Multi-City Study Shows Beverage Taxes Raise Prices, Reduce and Shift Purchases
Multi-City Evaluation of Sugar-Sweetened Beverage (SSB) Taxes
Prepared for:
The Robert Wood Johnson Foundation
In the past decade, taxes on sugar-sweetened beverages (or SSBs, which are drinks such as cola, soda, energy drinks, and fruit-flavored drinks that contain added sugar) have perhaps become the most widely adopted policy designed to improve diets and reduce diet-related chronic disease. Recommended by the World Health Organization, the American Academy of Pediatrics, the American Heart Association, and the American Public Health Association (among others), such taxes have been adopted by dozens of countries, including Mexico, Peru, Chile, the U.K., Ireland, France, Norway, South Africa, India, the Philippines, and Samoa. The U.S. does not have a national tax on SSBs, though Congress has considered such proposals over the past several years. Seven cities in the U.S. currently tax SSBs: Berkeley, California was the first, starting in 2015; it was joined in 2017 by Albany and Oakland, California; Boulder, Colorado; and Philadelphia, Pennsylvania; and in 2018 by Seattle, Washington and San Francisco, California.
To better understand the effects of these city-level beverage taxes, Mathematica undertook a multiyear, multi-city study to provide comprehensive information about their impacts on a wide range of important outcomes, including retail prices, purchases, and consumption. Our study examines both adults and children and focuses on populations with particularly high consumption of SSBs and diet-related chronic diseases (which includes African-American and Hispanic adults and children and families living in poverty). Our study also includes an analysis of strategic responses to the taxes, including cross-border shopping by consumers, and retailers changing the availability of various beverages. Relative to previous analyses of the city-level beverage taxes, our study contributes to the evidence base because it gathers a wide range of primary data, including in-person store audits of prices and product availability, interviews about beverage purchases with customers exiting stores, longitudinal household surveys regarding beverage consumption, and qualitative interviews with store owners. Notably, this is the first study to examine the impact of city beverage taxes on product availability or on children’s beverage consumption. We focus primarily on the racially and ethnically diverse cities of Philadelphia and Oakland, and examine in particular the effects on low-income and minority households. This brief summarizes the results of our study.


[WHAT IS BEING ASKED] Could you please write out each line of the records exactly, minus the pictures?

[Dataset listings of figures]
-- Opening Marker --

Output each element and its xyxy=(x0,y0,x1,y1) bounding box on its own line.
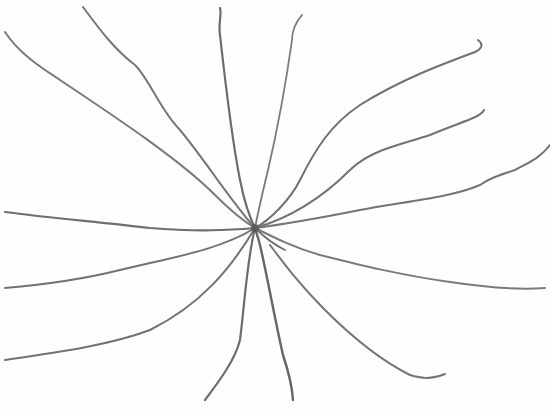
ray-right-upper xyxy=(255,110,484,228)
ray-down-left xyxy=(205,228,255,400)
center-knot xyxy=(251,224,259,232)
radiating-lines-sketch xyxy=(0,0,550,410)
ray-down xyxy=(255,228,293,400)
ray-up-right xyxy=(255,15,302,228)
ray-right-lower xyxy=(255,228,545,289)
ray-left xyxy=(5,212,255,230)
ray-right-far xyxy=(255,145,550,228)
sketch-canvas xyxy=(0,0,550,410)
ray-lower-left xyxy=(5,228,255,360)
ray-upper-right-hook xyxy=(255,40,481,228)
ray-up xyxy=(219,8,255,228)
stroke-group xyxy=(5,7,550,400)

-- Closing Marker --

[WRITTEN RESPONSE]
Output each element and its xyxy=(x0,y0,x1,y1) bounding box on its own line.
ray-right-upper xyxy=(255,110,484,228)
ray-down-left xyxy=(205,228,255,400)
center-knot xyxy=(251,224,259,232)
radiating-lines-sketch xyxy=(0,0,550,410)
ray-down xyxy=(255,228,293,400)
ray-up-right xyxy=(255,15,302,228)
ray-right-lower xyxy=(255,228,545,289)
ray-left xyxy=(5,212,255,230)
ray-right-far xyxy=(255,145,550,228)
sketch-canvas xyxy=(0,0,550,410)
ray-lower-left xyxy=(5,228,255,360)
ray-upper-right-hook xyxy=(255,40,481,228)
ray-up xyxy=(219,8,255,228)
stroke-group xyxy=(5,7,550,400)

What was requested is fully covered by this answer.